EPA Proposes Stronger Emissions Standards for Secondary Lead Smelters
The U.S. Environmental Protection Agency is proposing stronger air toxics standards for secondary lead smelters, which would improve air quality and protect people’s health in communities where the smelters are located. The proposed standards would cut lead and arsenic emissions and would, for the first time, require these facilities to control emissions of dioxins. Exposure to toxic air pollutants can cause cancer and other serious health issues. Even at low levels, exposure to lead can impair a child’s IQ, learning capabilities and memory.
Secondary lead smelters use furnaces to remove and recycle lead from scrap material, mostly from automobile batteries, keeping a significant amount of lead from polluting our environment. These facilities have already made significant emissions reductions due to the current standards that were issued in 1997 as well as other state and industry actions. The new proposal would result in an additional 63 percent reduction in lead and arsenic emissions. These reductions will also help areas meet the new, more protective air quality standards for lead the agency issued in 2008.
EPA’s proposal would give these facilities the option to choose the most practical and cost-effective emissions control technology or emissions-reduction techniques, which are readily available and already being used by many of the facilities.
Fewer than 20 secondary smelters throughout the United States and its territories would be covered by this proposal. Some of these facilities have taken additional steps beyond what is required by the existing standard to further control and significantly reduce their emissions.
The Clean Air Act requires EPA to perform two types of reviews after air toxics standards have been issued.

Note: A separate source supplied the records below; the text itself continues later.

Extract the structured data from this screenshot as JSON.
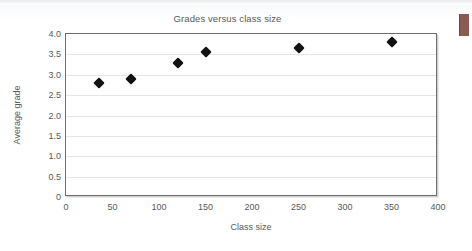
{
  "page": {
    "background_color": "#ffffff",
    "edge_marker_color": "#8d5a53",
    "edge_marker_name": "page-edge-marker"
  },
  "chart_data": {
    "type": "scatter",
    "title": "Grades versus class size",
    "xlabel": "Class size",
    "ylabel": "Average grade",
    "xlim": [
      0,
      400
    ],
    "ylim": [
      0,
      4.0
    ],
    "grid": true,
    "legend": null,
    "marker_style": "filled-diamond",
    "marker_color": "#111111",
    "xticks": [
      "0",
      "50",
      "100",
      "150",
      "200",
      "250",
      "300",
      "350",
      "400"
    ],
    "xtick_values": [
      0,
      50,
      100,
      150,
      200,
      250,
      300,
      350,
      400
    ],
    "yticks": [
      "0",
      "0.5",
      "1.0",
      "1.5",
      "2.0",
      "2.5",
      "3.0",
      "3.5",
      "4.0"
    ],
    "ytick_values": [
      0,
      0.5,
      1.0,
      1.5,
      2.0,
      2.5,
      3.0,
      3.5,
      4.0
    ],
    "x": [
      35,
      70,
      120,
      150,
      250,
      350
    ],
    "y": [
      2.8,
      2.9,
      3.3,
      3.55,
      3.65,
      3.8
    ],
    "points": [
      {
        "x": 35,
        "y": 2.8
      },
      {
        "x": 70,
        "y": 2.9
      },
      {
        "x": 120,
        "y": 3.3
      },
      {
        "x": 150,
        "y": 3.55
      },
      {
        "x": 250,
        "y": 3.65
      },
      {
        "x": 350,
        "y": 3.8
      }
    ]
  }
}
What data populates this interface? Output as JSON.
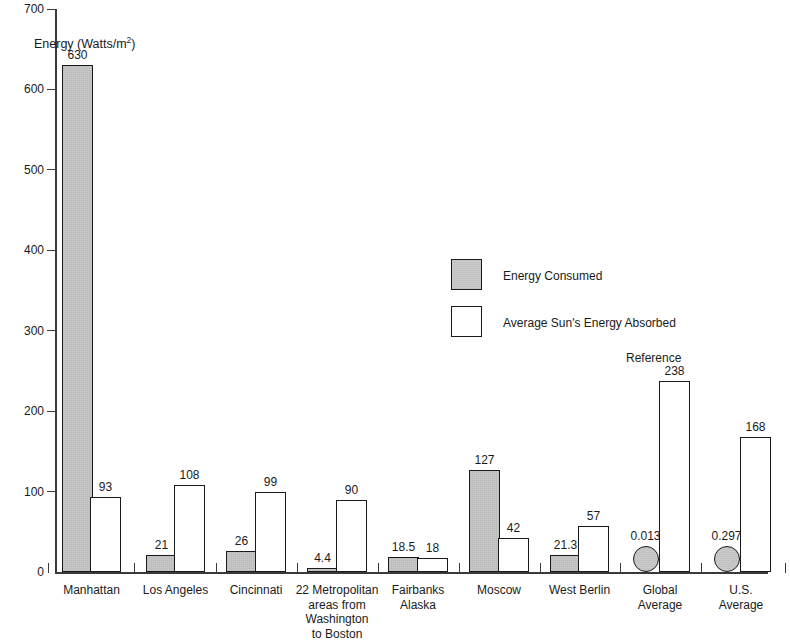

The first determines if additional reductions from regulated facilities are needed to protect public health and the environment and the second determines if any new, cost-effective emissions control approaches, practices or processes have been developed since the standards were issued. Both reviews showed that updates to the standards for secondary lead smelters needed to be made.
Lead emitted into the air can be inhaled or can be ingested after it settles in the environment. Ingestion is the main route of human exposure. Children are the most susceptible to lead poisoning because they are more likely to ingest lead, and their bodies are developing rapidly. There is no known safe level of lead in the human body.
EPA will accept comment on this proposal for 45 days after publication in the Federal Register. The agency is under court order to issue a final rule for these sources in December 2011.